GLOBAL maritime safety organisation RightShip has joined Ports Australia, seeking to contribute in areas such as safety, sustainability and better use of data.
In a joint announcement, Ports Australia said RightShip would help ports via the use of intelligence and workflow management.
Australian ports see around 31,000 cargo vessel calls a year and have seen a year-on-year rise that mirrors the global demand, according to Ports Australia’s State of Trade report.
"The challenge for many ports isn’t just managing volume; it’s ensuring every movement is efficient, compliant, and sustainable," the statement read, noting RightShip had observed a fundamental shift in the management of safety and sustainability.

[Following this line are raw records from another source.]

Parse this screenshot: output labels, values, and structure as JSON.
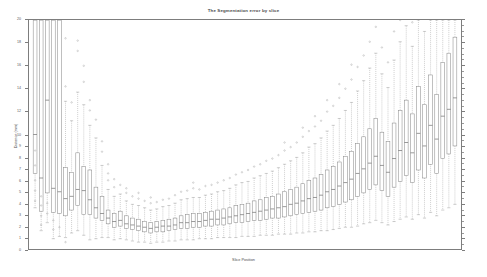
{
  "chart_data": {
    "type": "boxplot",
    "title": "The Segmentation error by slice",
    "xlabel": "Slice Position",
    "ylabel": "Distance (mm)",
    "ylim": [
      0,
      20
    ],
    "xlim": [
      0,
      71
    ],
    "grid": false,
    "legend": null,
    "y_major_ticks": [
      0,
      1,
      2,
      3,
      4,
      5,
      6,
      7,
      8,
      9,
      10,
      12,
      14,
      16,
      18,
      20
    ],
    "y_tick_labels": [
      "0",
      "1",
      "2",
      "3",
      "4",
      "5",
      "6",
      "7",
      "8",
      "9",
      "10",
      "12",
      "14",
      "16",
      "18",
      "20"
    ],
    "x_tick_labels": [],
    "box_color": "#8c8c8c",
    "whisker_color": "#9e9e9e",
    "median_color": "#6e6e6e",
    "outlier_color": "#a8a8a8",
    "n_boxes": 70,
    "boxes": [
      {
        "x": 1,
        "q1": 6.6,
        "median": 10.0,
        "q3": 20.0,
        "whisker_low": 3.6,
        "whisker_high": 20.0,
        "outliers": [
          4.2,
          5.1,
          6.0,
          7.3,
          8.6
        ]
      },
      {
        "x": 2,
        "q1": 3.3,
        "median": 6.2,
        "q3": 20.0,
        "whisker_low": 1.6,
        "whisker_high": 20.0,
        "outliers": [
          2.1,
          2.9,
          3.8,
          4.6
        ]
      },
      {
        "x": 3,
        "q1": 4.9,
        "median": 13.0,
        "q3": 20.0,
        "whisker_low": 2.3,
        "whisker_high": 20.0,
        "outliers": [
          3.1,
          4.0
        ]
      },
      {
        "x": 4,
        "q1": 3.2,
        "median": 5.3,
        "q3": 20.0,
        "whisker_low": 0.9,
        "whisker_high": 20.0,
        "outliers": [
          1.7,
          2.5
        ]
      },
      {
        "x": 5,
        "q1": 3.1,
        "median": 5.0,
        "q3": 20.0,
        "whisker_low": 1.1,
        "whisker_high": 20.0,
        "outliers": [
          1.9
        ]
      },
      {
        "x": 6,
        "q1": 2.9,
        "median": 4.4,
        "q3": 7.1,
        "whisker_low": 1.0,
        "whisker_high": 12.9,
        "outliers": [
          0.6,
          14.2,
          18.4
        ]
      },
      {
        "x": 7,
        "q1": 3.4,
        "median": 4.6,
        "q3": 6.7,
        "whisker_low": 1.4,
        "whisker_high": 11.2,
        "outliers": [
          12.8
        ]
      },
      {
        "x": 8,
        "q1": 3.8,
        "median": 5.2,
        "q3": 8.4,
        "whisker_low": 1.6,
        "whisker_high": 13.7,
        "outliers": [
          17.3,
          18.2
        ]
      },
      {
        "x": 9,
        "q1": 3.0,
        "median": 5.1,
        "q3": 7.2,
        "whisker_low": 1.2,
        "whisker_high": 12.6,
        "outliers": [
          14.6,
          16.0
        ]
      },
      {
        "x": 10,
        "q1": 3.0,
        "median": 4.3,
        "q3": 6.9,
        "whisker_low": 0.8,
        "whisker_high": 10.8,
        "outliers": [
          12.1,
          13.0
        ]
      },
      {
        "x": 11,
        "q1": 2.7,
        "median": 3.6,
        "q3": 5.4,
        "whisker_low": 0.9,
        "whisker_high": 9.7,
        "outliers": [
          11.3
        ]
      },
      {
        "x": 12,
        "q1": 2.5,
        "median": 3.1,
        "q3": 4.6,
        "whisker_low": 1.0,
        "whisker_high": 7.3,
        "outliers": [
          8.5,
          9.4
        ]
      },
      {
        "x": 13,
        "q1": 2.2,
        "median": 2.7,
        "q3": 3.4,
        "whisker_low": 1.0,
        "whisker_high": 5.2,
        "outliers": [
          6.0,
          6.6,
          7.4
        ]
      },
      {
        "x": 14,
        "q1": 1.9,
        "median": 2.4,
        "q3": 3.1,
        "whisker_low": 0.8,
        "whisker_high": 4.6,
        "outliers": [
          5.4,
          6.1
        ]
      },
      {
        "x": 15,
        "q1": 2.0,
        "median": 2.5,
        "q3": 3.3,
        "whisker_low": 0.9,
        "whisker_high": 4.8,
        "outliers": [
          5.6
        ]
      },
      {
        "x": 16,
        "q1": 1.8,
        "median": 2.2,
        "q3": 2.9,
        "whisker_low": 0.8,
        "whisker_high": 4.2,
        "outliers": [
          4.9,
          5.3
        ]
      },
      {
        "x": 17,
        "q1": 1.7,
        "median": 2.1,
        "q3": 2.7,
        "whisker_low": 0.7,
        "whisker_high": 3.9,
        "outliers": [
          4.6
        ]
      },
      {
        "x": 18,
        "q1": 1.6,
        "median": 2.0,
        "q3": 2.6,
        "whisker_low": 0.6,
        "whisker_high": 3.8,
        "outliers": [
          4.4,
          4.9
        ]
      },
      {
        "x": 19,
        "q1": 1.5,
        "median": 1.9,
        "q3": 2.4,
        "whisker_low": 0.6,
        "whisker_high": 3.6,
        "outliers": [
          4.2
        ]
      },
      {
        "x": 20,
        "q1": 1.4,
        "median": 1.8,
        "q3": 2.3,
        "whisker_low": 0.5,
        "whisker_high": 3.4,
        "outliers": [
          4.0,
          4.5
        ]
      },
      {
        "x": 21,
        "q1": 1.5,
        "median": 1.9,
        "q3": 2.4,
        "whisker_low": 0.6,
        "whisker_high": 3.5,
        "outliers": [
          4.1
        ]
      },
      {
        "x": 22,
        "q1": 1.5,
        "median": 2.0,
        "q3": 2.5,
        "whisker_low": 0.6,
        "whisker_high": 3.7,
        "outliers": [
          4.3
        ]
      },
      {
        "x": 23,
        "q1": 1.6,
        "median": 2.0,
        "q3": 2.6,
        "whisker_low": 0.7,
        "whisker_high": 3.8,
        "outliers": [
          4.4
        ]
      },
      {
        "x": 24,
        "q1": 1.7,
        "median": 2.1,
        "q3": 2.7,
        "whisker_low": 0.7,
        "whisker_high": 4.0,
        "outliers": [
          4.7
        ]
      },
      {
        "x": 25,
        "q1": 1.8,
        "median": 2.3,
        "q3": 2.9,
        "whisker_low": 0.8,
        "whisker_high": 4.3,
        "outliers": [
          5.0
        ]
      },
      {
        "x": 26,
        "q1": 1.8,
        "median": 2.3,
        "q3": 3.0,
        "whisker_low": 0.8,
        "whisker_high": 4.4,
        "outliers": [
          5.1
        ]
      },
      {
        "x": 27,
        "q1": 1.9,
        "median": 2.4,
        "q3": 3.1,
        "whisker_low": 0.8,
        "whisker_high": 4.5,
        "outliers": [
          5.3,
          5.8
        ]
      },
      {
        "x": 28,
        "q1": 1.9,
        "median": 2.4,
        "q3": 3.1,
        "whisker_low": 0.9,
        "whisker_high": 4.5,
        "outliers": [
          5.2
        ]
      },
      {
        "x": 29,
        "q1": 2.0,
        "median": 2.5,
        "q3": 3.2,
        "whisker_low": 0.9,
        "whisker_high": 4.7,
        "outliers": [
          5.5
        ]
      },
      {
        "x": 30,
        "q1": 2.0,
        "median": 2.6,
        "q3": 3.3,
        "whisker_low": 0.9,
        "whisker_high": 4.8,
        "outliers": [
          5.6
        ]
      },
      {
        "x": 31,
        "q1": 2.1,
        "median": 2.6,
        "q3": 3.4,
        "whisker_low": 1.0,
        "whisker_high": 5.0,
        "outliers": [
          5.8
        ]
      },
      {
        "x": 32,
        "q1": 2.1,
        "median": 2.7,
        "q3": 3.5,
        "whisker_low": 1.0,
        "whisker_high": 5.1,
        "outliers": [
          6.0
        ]
      },
      {
        "x": 33,
        "q1": 2.2,
        "median": 2.8,
        "q3": 3.6,
        "whisker_low": 1.0,
        "whisker_high": 5.3,
        "outliers": [
          6.2
        ]
      },
      {
        "x": 34,
        "q1": 2.3,
        "median": 2.9,
        "q3": 3.8,
        "whisker_low": 1.0,
        "whisker_high": 5.6,
        "outliers": [
          6.5
        ]
      },
      {
        "x": 35,
        "q1": 2.3,
        "median": 3.0,
        "q3": 3.9,
        "whisker_low": 1.1,
        "whisker_high": 5.8,
        "outliers": [
          6.7
        ]
      },
      {
        "x": 36,
        "q1": 2.4,
        "median": 3.1,
        "q3": 4.0,
        "whisker_low": 1.1,
        "whisker_high": 5.9,
        "outliers": [
          6.9
        ]
      },
      {
        "x": 37,
        "q1": 2.5,
        "median": 3.2,
        "q3": 4.2,
        "whisker_low": 1.1,
        "whisker_high": 6.2,
        "outliers": [
          7.2
        ]
      },
      {
        "x": 38,
        "q1": 2.5,
        "median": 3.3,
        "q3": 4.3,
        "whisker_low": 1.2,
        "whisker_high": 6.4,
        "outliers": [
          7.4
        ]
      },
      {
        "x": 39,
        "q1": 2.6,
        "median": 3.4,
        "q3": 4.5,
        "whisker_low": 1.2,
        "whisker_high": 6.6,
        "outliers": [
          7.7
        ]
      },
      {
        "x": 40,
        "q1": 2.7,
        "median": 3.5,
        "q3": 4.6,
        "whisker_low": 1.2,
        "whisker_high": 6.8,
        "outliers": [
          7.9
        ]
      },
      {
        "x": 41,
        "q1": 2.7,
        "median": 3.6,
        "q3": 4.8,
        "whisker_low": 1.3,
        "whisker_high": 7.1,
        "outliers": [
          8.2
        ]
      },
      {
        "x": 42,
        "q1": 2.8,
        "median": 3.7,
        "q3": 5.0,
        "whisker_low": 1.3,
        "whisker_high": 7.4,
        "outliers": [
          8.6,
          9.3
        ]
      },
      {
        "x": 43,
        "q1": 2.9,
        "median": 3.9,
        "q3": 5.2,
        "whisker_low": 1.3,
        "whisker_high": 7.7,
        "outliers": [
          8.9
        ]
      },
      {
        "x": 44,
        "q1": 3.0,
        "median": 4.0,
        "q3": 5.4,
        "whisker_low": 1.4,
        "whisker_high": 8.0,
        "outliers": [
          9.3
        ]
      },
      {
        "x": 45,
        "q1": 3.1,
        "median": 4.2,
        "q3": 5.7,
        "whisker_low": 1.4,
        "whisker_high": 8.4,
        "outliers": [
          9.8,
          10.6
        ]
      },
      {
        "x": 46,
        "q1": 3.2,
        "median": 4.4,
        "q3": 6.0,
        "whisker_low": 1.5,
        "whisker_high": 8.9,
        "outliers": [
          10.3
        ]
      },
      {
        "x": 47,
        "q1": 3.3,
        "median": 4.5,
        "q3": 6.2,
        "whisker_low": 1.5,
        "whisker_high": 9.2,
        "outliers": [
          10.7,
          11.6
        ]
      },
      {
        "x": 48,
        "q1": 3.4,
        "median": 4.7,
        "q3": 6.5,
        "whisker_low": 1.6,
        "whisker_high": 9.7,
        "outliers": [
          11.2
        ]
      },
      {
        "x": 49,
        "q1": 3.6,
        "median": 5.0,
        "q3": 6.9,
        "whisker_low": 1.6,
        "whisker_high": 10.3,
        "outliers": [
          12.0,
          13.0
        ]
      },
      {
        "x": 50,
        "q1": 3.7,
        "median": 5.2,
        "q3": 7.2,
        "whisker_low": 1.7,
        "whisker_high": 10.8,
        "outliers": [
          12.5
        ]
      },
      {
        "x": 51,
        "q1": 3.9,
        "median": 5.5,
        "q3": 7.6,
        "whisker_low": 1.8,
        "whisker_high": 11.4,
        "outliers": [
          13.2,
          14.4
        ]
      },
      {
        "x": 52,
        "q1": 4.1,
        "median": 5.8,
        "q3": 8.1,
        "whisker_low": 1.9,
        "whisker_high": 12.1,
        "outliers": [
          14.0
        ]
      },
      {
        "x": 53,
        "q1": 4.3,
        "median": 6.1,
        "q3": 8.5,
        "whisker_low": 1.9,
        "whisker_high": 12.8,
        "outliers": [
          14.8,
          16.1
        ]
      },
      {
        "x": 54,
        "q1": 4.6,
        "median": 6.6,
        "q3": 9.2,
        "whisker_low": 2.0,
        "whisker_high": 13.8,
        "outliers": [
          15.9
        ]
      },
      {
        "x": 55,
        "q1": 4.9,
        "median": 7.0,
        "q3": 9.8,
        "whisker_low": 2.2,
        "whisker_high": 14.7,
        "outliers": [
          16.9
        ]
      },
      {
        "x": 56,
        "q1": 5.2,
        "median": 7.5,
        "q3": 10.5,
        "whisker_low": 2.3,
        "whisker_high": 15.8,
        "outliers": [
          18.1
        ]
      },
      {
        "x": 57,
        "q1": 5.6,
        "median": 8.1,
        "q3": 11.4,
        "whisker_low": 2.5,
        "whisker_high": 17.1,
        "outliers": [
          19.4
        ]
      },
      {
        "x": 58,
        "q1": 5.1,
        "median": 7.3,
        "q3": 10.2,
        "whisker_low": 2.3,
        "whisker_high": 15.3,
        "outliers": [
          17.6
        ]
      },
      {
        "x": 59,
        "q1": 4.6,
        "median": 6.7,
        "q3": 9.4,
        "whisker_low": 2.1,
        "whisker_high": 14.1,
        "outliers": [
          16.3
        ]
      },
      {
        "x": 60,
        "q1": 5.4,
        "median": 7.9,
        "q3": 11.0,
        "whisker_low": 2.4,
        "whisker_high": 16.5,
        "outliers": [
          19.0
        ]
      },
      {
        "x": 61,
        "q1": 5.9,
        "median": 8.6,
        "q3": 12.1,
        "whisker_low": 2.6,
        "whisker_high": 18.1,
        "outliers": [
          20.0
        ]
      },
      {
        "x": 62,
        "q1": 6.4,
        "median": 9.3,
        "q3": 13.0,
        "whisker_low": 2.8,
        "whisker_high": 19.5,
        "outliers": []
      },
      {
        "x": 63,
        "q1": 5.8,
        "median": 8.4,
        "q3": 11.8,
        "whisker_low": 2.6,
        "whisker_high": 17.7,
        "outliers": [
          19.8
        ]
      },
      {
        "x": 64,
        "q1": 6.9,
        "median": 10.1,
        "q3": 14.2,
        "whisker_low": 3.0,
        "whisker_high": 20.0,
        "outliers": []
      },
      {
        "x": 65,
        "q1": 6.2,
        "median": 9.0,
        "q3": 12.6,
        "whisker_low": 2.7,
        "whisker_high": 19.0,
        "outliers": []
      },
      {
        "x": 66,
        "q1": 7.4,
        "median": 10.8,
        "q3": 15.2,
        "whisker_low": 3.2,
        "whisker_high": 20.0,
        "outliers": []
      },
      {
        "x": 67,
        "q1": 6.6,
        "median": 9.6,
        "q3": 13.5,
        "whisker_low": 2.9,
        "whisker_high": 20.0,
        "outliers": []
      },
      {
        "x": 68,
        "q1": 7.9,
        "median": 11.6,
        "q3": 16.3,
        "whisker_low": 3.4,
        "whisker_high": 20.0,
        "outliers": []
      },
      {
        "x": 69,
        "q1": 8.3,
        "median": 12.2,
        "q3": 17.1,
        "whisker_low": 3.6,
        "whisker_high": 20.0,
        "outliers": []
      },
      {
        "x": 70,
        "q1": 9.0,
        "median": 13.2,
        "q3": 18.5,
        "whisker_low": 3.9,
        "whisker_high": 20.0,
        "outliers": []
      }
    ]
  }
}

"Where decisions were once based on static reports, local knowledge or manual checks, ports today are expected to assess risk, safety and environmental impact using real-time data, shared platforms and increasingly automated workflows."
Some of RightShip's key insights included how technology and AI are reshaping port operations, why safety remains an under-recognised metric in data strategies, and what ports can do to better embed data into everyday decision-making.
RightShip chief product and technology officer Marlon Grech said there was a need to improve risk and safety as many processes across shipping remained highly fragmented.
“Not everyone does it in the same way, and a lot of it is still manual and time-consuming for the whole ecosystem," he said.
"There is also a lot of data that lives in silos, which makes risk evaluation much harder than it needs to be.”
Mr Grech said fragmentation made it difficult for ports and terminals to scale oversight, maintain consistency and respond quickly as vessel movements increased.
Ports Australia, meanwhile, said emissions transparency had become an increasingly important focus for ports and terminals.
It noted Australia had begun adopting more data-driven approaches to emissions analysis, including vessel-based modelling tools.
"These approaches support more granular understanding of vessel activity and enable ports to prepare for tightening regulatory expectations while informing long-term decarbonisation strategies," the statement read.
"Emissions modelling alone, however, does not tell the full story. When combined with vessel efficiency indicators that compare the relative emissions performance of visiting ships, ports gain additional context for interpreting emissions data.
"This includes understanding how individual vessels perform compared with others of a similar type and size."